Saturday, December 22, 2007

The Big 8

The Big 8 represent 56% of the world’s people, 72% of the world’s wealth, and a hold relatively small share (9%) of the world’s oil reserves. Henry Kissinger, saying the Security Council doesn’t represent “current realities,” has called for a similar grouping of leading world nations.

The current Security Council has five permanent members. The U.S., China, and even Russia should be permanent members. But today, so should India, Brazil and Japan. Adding the three non-European powers would enlarge the permanent membership to eight. So what about the UK and France? Should they be there? Not as individual nations with only 60 million people each. Permanent membership for the UK and France is a historical anachronism left over from World War II. United Germany has more people, and is more economically powerful.

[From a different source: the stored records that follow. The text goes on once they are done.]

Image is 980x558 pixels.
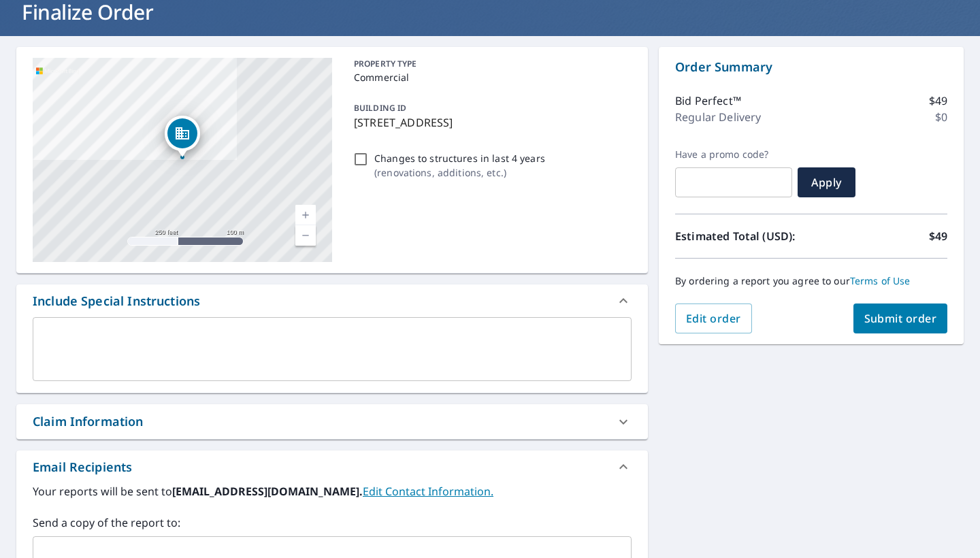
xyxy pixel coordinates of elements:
a: EditContactInfo [362,484,493,499]
div: Email Recipients [33,458,132,477]
p: $0 [935,109,947,125]
span: Submit order [864,311,937,326]
p: Commercial [354,70,626,85]
span: Edit order [686,311,741,326]
div: Include Special Instructions [16,285,648,317]
p: Order Summary [675,58,947,76]
div: Dropped pin, building 1, Commercial property, 6013 E Colonial Dr Orlando, FL 32807 [164,116,200,158]
b: [EMAIL_ADDRESS][DOMAIN_NAME]. [172,484,362,499]
p: $49 [929,92,947,109]
div: Claim Information [16,404,648,439]
a: Terms of Use [850,274,910,287]
p: BUILDING ID [354,102,407,113]
label: Your reports will be sent to [33,483,632,500]
button: Edit order [675,303,752,334]
label: Have a promo code? [675,148,792,161]
a: Current Level 17, Zoom Out [296,225,316,246]
button: Apply [798,168,855,197]
p: PROPERTY TYPE [354,58,626,70]
p: Changes to structures in last 4 years [374,151,545,165]
p: By ordering a report you agree to our [675,275,947,287]
p: Regular Delivery [675,109,760,125]
div: Email Recipients [16,451,648,483]
div: Claim Information [33,412,144,431]
span: Apply [809,175,844,190]
p: $49 [929,228,947,244]
div: Include Special Instructions [33,292,200,310]
label: Send a copy of the report to: [33,515,632,531]
p: ( renovations, additions, etc. ) [374,165,545,180]
a: Current Level 17, Zoom In [296,205,316,225]
p: [STREET_ADDRESS] [354,114,626,130]
p: Estimated Total (USD): [675,228,811,244]
button: Submit order [854,303,948,334]
p: Bid Perfect™ [675,92,741,109]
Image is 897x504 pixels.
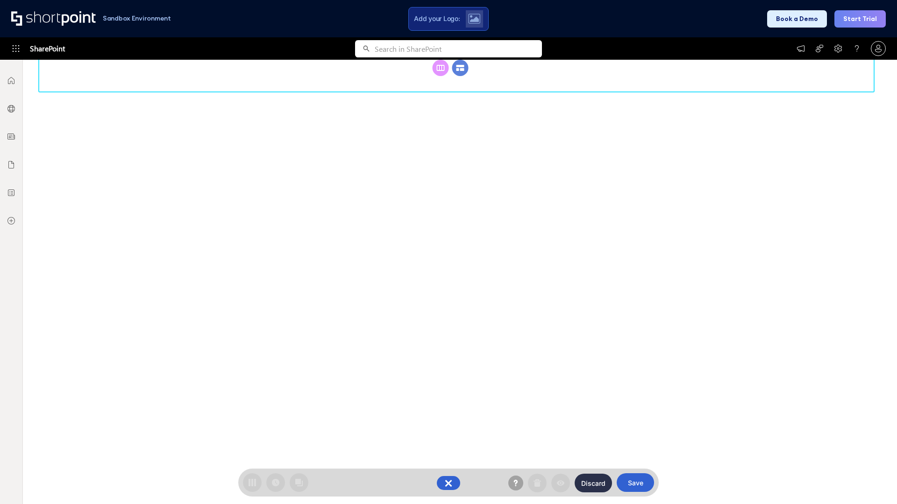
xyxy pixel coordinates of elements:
button: Discard [574,474,612,493]
button: Start Trial [834,10,885,28]
button: Book a Demo [767,10,827,28]
h1: Sandbox Environment [103,16,171,21]
span: Add your Logo: [414,14,460,23]
img: Upload logo [468,14,480,24]
input: Search in SharePoint [375,40,542,57]
button: Save [616,474,654,492]
span: SharePoint [30,37,65,60]
iframe: Chat Widget [850,460,897,504]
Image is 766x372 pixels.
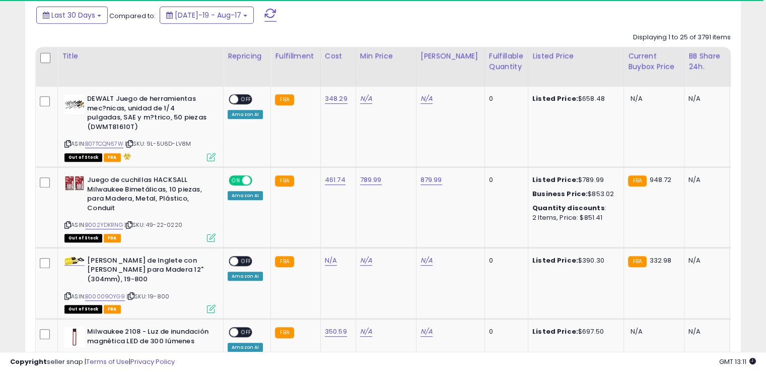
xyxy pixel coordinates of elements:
[489,51,524,72] div: Fulfillable Quantity
[421,175,442,185] a: 879.99
[689,327,722,336] div: N/A
[275,94,294,105] small: FBA
[86,357,129,366] a: Terms of Use
[62,51,219,61] div: Title
[10,357,175,367] div: seller snap | |
[87,94,210,134] b: DEWALT Juego de herramientas mec?nicas, unidad de 1/4 pulgadas, SAE y m?trico, 50 piezas (DWMT816...
[125,140,191,148] span: | SKU: 9L-5U6D-LV8M
[64,327,85,347] img: 31yDAb9ebLL._SL40_.jpg
[689,51,725,72] div: BB Share 24h.
[85,221,123,229] a: B002YDKRNG
[325,51,352,61] div: Cost
[360,51,412,61] div: Min Price
[228,51,266,61] div: Repricing
[64,305,102,313] span: All listings that are currently out of stock and unavailable for purchase on Amazon
[275,256,294,267] small: FBA
[532,189,616,198] div: $853.02
[238,257,254,265] span: OFF
[64,256,85,265] img: 41ai2hAfqWL._SL40_.jpg
[10,357,47,366] strong: Copyright
[275,51,316,61] div: Fulfillment
[489,94,520,103] div: 0
[64,94,85,114] img: 41PiRdacOrL._SL40_.jpg
[631,326,643,336] span: N/A
[689,94,722,103] div: N/A
[230,176,242,185] span: ON
[238,95,254,104] span: OFF
[421,255,433,265] a: N/A
[87,256,210,287] b: [PERSON_NAME] de Inglete con [PERSON_NAME] para Madera 12" (304mm), 19-800
[87,327,210,348] b: Milwaukee 2108 - Luz de inundación magnética LED de 300 lúmenes
[64,153,102,162] span: All listings that are currently out of stock and unavailable for purchase on Amazon
[325,94,348,104] a: 348.29
[532,175,616,184] div: $789.99
[251,176,267,185] span: OFF
[325,326,347,336] a: 350.59
[628,51,680,72] div: Current Buybox Price
[421,326,433,336] a: N/A
[649,175,671,184] span: 948.72
[51,10,95,20] span: Last 30 Days
[532,51,620,61] div: Listed Price
[489,327,520,336] div: 0
[532,255,578,265] b: Listed Price:
[532,203,616,213] div: :
[104,305,121,313] span: FBA
[64,256,216,312] div: ASIN:
[360,255,372,265] a: N/A
[64,94,216,160] div: ASIN:
[228,191,263,200] div: Amazon AI
[175,10,241,20] span: [DATE]-19 - Aug-17
[64,175,85,191] img: 51dVR-Y+BiL._SL40_.jpg
[104,153,121,162] span: FBA
[689,256,722,265] div: N/A
[532,213,616,222] div: 2 Items, Price: $851.41
[360,175,382,185] a: 789.99
[628,175,647,186] small: FBA
[85,140,123,148] a: B07TCQN67W
[121,153,131,160] i: hazardous material
[228,110,263,119] div: Amazon AI
[64,234,102,242] span: All listings that are currently out of stock and unavailable for purchase on Amazon
[360,94,372,104] a: N/A
[275,327,294,338] small: FBA
[238,328,254,336] span: OFF
[532,327,616,336] div: $697.50
[109,11,156,21] span: Compared to:
[36,7,108,24] button: Last 30 Days
[532,326,578,336] b: Listed Price:
[64,175,216,241] div: ASIN:
[532,94,616,103] div: $658.48
[532,256,616,265] div: $390.30
[325,175,346,185] a: 461.74
[104,234,121,242] span: FBA
[360,326,372,336] a: N/A
[87,175,210,215] b: Juego de cuchillas HACKSALL Milwaukee Bimetálicas, 10 piezas, para Madera, Metal, Plástico, Conduit
[628,256,647,267] small: FBA
[325,255,337,265] a: N/A
[421,94,433,104] a: N/A
[532,94,578,103] b: Listed Price:
[130,357,175,366] a: Privacy Policy
[126,292,169,300] span: | SKU: 19-800
[719,357,756,366] span: 2025-09-17 13:11 GMT
[489,175,520,184] div: 0
[85,292,125,301] a: B00009OYG9
[649,255,671,265] span: 332.98
[633,33,731,42] div: Displaying 1 to 25 of 3791 items
[421,51,481,61] div: [PERSON_NAME]
[489,256,520,265] div: 0
[532,203,605,213] b: Quantity discounts
[124,221,182,229] span: | SKU: 49-22-0220
[275,175,294,186] small: FBA
[689,175,722,184] div: N/A
[228,271,263,281] div: Amazon AI
[631,94,643,103] span: N/A
[532,175,578,184] b: Listed Price:
[160,7,254,24] button: [DATE]-19 - Aug-17
[532,189,588,198] b: Business Price:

The European Union, with 500 million people, 27 countries, and an economy twice the size of #2 China, could fill two permanent seats. So the permanent 5 would then become the Big 8, with two EU representatives, the U.S., China, Russia, India, Brazil and Japan. The Big 8 collectively represent Europe (3 seats), Asia (3 seats), North America, and Latin America. That mix is far better than today’s Security Council permanent members, or the so-called "Group of Eight," a largely white, European-origin group made up of the U.S., the UK, France, Germany, Italy, Russia, Canada, and Japan.

The world has changed since 1945, and even since 1975, when the “Group of Six” (Canada and Russia came later) was formed. It’s time the world’s leading nations honor the change, include China, Japan, India and Brazil, and reduce the ranks of Europeans and North Americans.